Call for Papers: Gaming Worlds and the Human
What kinds of worlds do video games create, and what theological and religious questions emerge from within them? As video games have developed into complex narrative and experiential forms, they have increasingly constructed immersive worlds that invite sustained engagement with questions of meaning, agency, transcendence, morality, and what it means to be human. These virtual worlds not only provide entertainment, but are spaces in which theological and religious ideas can be staged, contested, and reimagined.
This volume seeks to examine the internal logics of video game worlds as sites of theological and religious reflection. Rather than treating games as superficial carriers of religious imagery, we invite contributions that attend closely to how particular games or series construct systems of belief, metaphysics, ritual, ethics, and cosmology. How do these worlds configure the relationship between player and avatar, origins and ends, freedom and determinism? In what ways do they reproduce, transform, or resist already established religious and theological frameworks?
At stake is not only the interpretation of religious motifs in digital media, but a broader inquiry into how interactive worlds reshape questions central to theological anthropology: what it means to act, to choose, to suffer, to persist, and ultimately, to be human.
We welcome submissions that engage specific games and offer critical analyses of their theological or religious dimensions. Possible topics include, but are not limited to:
- Conceptions of divinity, creation, and cosmology within internal video game worlds
- Ritual and liturgy in game design and player practice
- Theological implications of world-building and environmental storytelling
- Eschatology and teleological narratives
- Morality, ethics, and judgement mechanics within gameplay
- Relationality and interdependence of individuals, structures, and cultures within game worlds The function of death in game worlds
Contributors are encouraged to ground their analyses in close readings of particular games while employing relevant theoretical, theological, or philosophical scholarship. Games to consider (among others):
- Claire Obscur: Expedition 33
- Baldur’s Gate
- Final Fantasy
- The Elder Scrolls
- Resident Evil
- Cyberpunk 2077 (Souls)
- The Last of Us
- Eldenring/Dark
- Fallout
- Death Stranding
Abstracts should be submitted by 5pm EST August 17th, 2026 to videogamesandthehuman@gmail.com and should include:
Name, Institutional Affiliation (if applicable), and Contact Email Address
Title of the Proposed Submission
An Abstract (200-250 words) Potential contributors will be notified of acceptance by Monday, September 7th. Full paper drafts will be due by April 2nd, 2027.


**Task directions**
Repeat the entries below exactly as they appear, with no pictures.

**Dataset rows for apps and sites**
· · · ·

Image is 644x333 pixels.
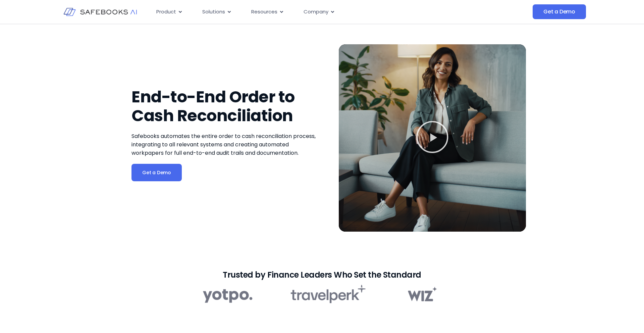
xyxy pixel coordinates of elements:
[544,9,576,15] span: Get a Demo
[203,282,441,305] img: Order-to-Cash 1
[533,4,586,19] a: Get a Demo
[156,8,177,16] span: Product
[132,163,182,181] a: Get a Demo
[223,272,421,278] h2: Trusted by Finance Leaders Who Set the Standard
[416,120,449,156] div: Play Video
[132,87,319,125] h1: End-to-End Order to Cash Reconciliation
[203,8,225,16] span: Solutions
[151,5,466,18] nav: Menu
[304,8,329,16] span: Company
[142,170,171,176] span: Get a Demo
[252,8,278,16] span: Resources
[132,132,315,156] span: Safebooks automates the entire order to cash reconciliation process, integrating to all relevant ...
[151,5,466,18] div: Menu Toggle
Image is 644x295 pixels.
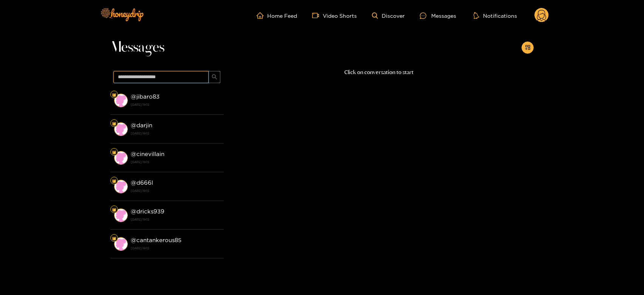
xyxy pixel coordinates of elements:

· · · ·

**Task solution**
Image is 644x333 pixels.
xyxy pixel coordinates of elements:
[544,9,576,15] span: Get a Demo
[203,282,441,305] img: Order-to-Cash 1
[533,4,586,19] a: Get a Demo
[156,8,177,16] span: Product
[132,163,182,181] a: Get a Demo
[223,272,421,278] h2: Trusted by Finance Leaders Who Set the Standard
[416,120,449,156] div: Play Video
[132,87,319,125] h1: End-to-End Order to Cash Reconciliation
[203,8,225,16] span: Solutions
[151,5,466,18] nav: Menu
[304,8,329,16] span: Company
[142,170,171,176] span: Get a Demo
[252,8,278,16] span: Resources
[132,132,315,156] span: Safebooks automates the entire order to cash reconciliation process, integrating to all relevant ...
[151,5,466,18] div: Menu Toggle
Image is 644x295 pixels.
xyxy pixel coordinates of elements:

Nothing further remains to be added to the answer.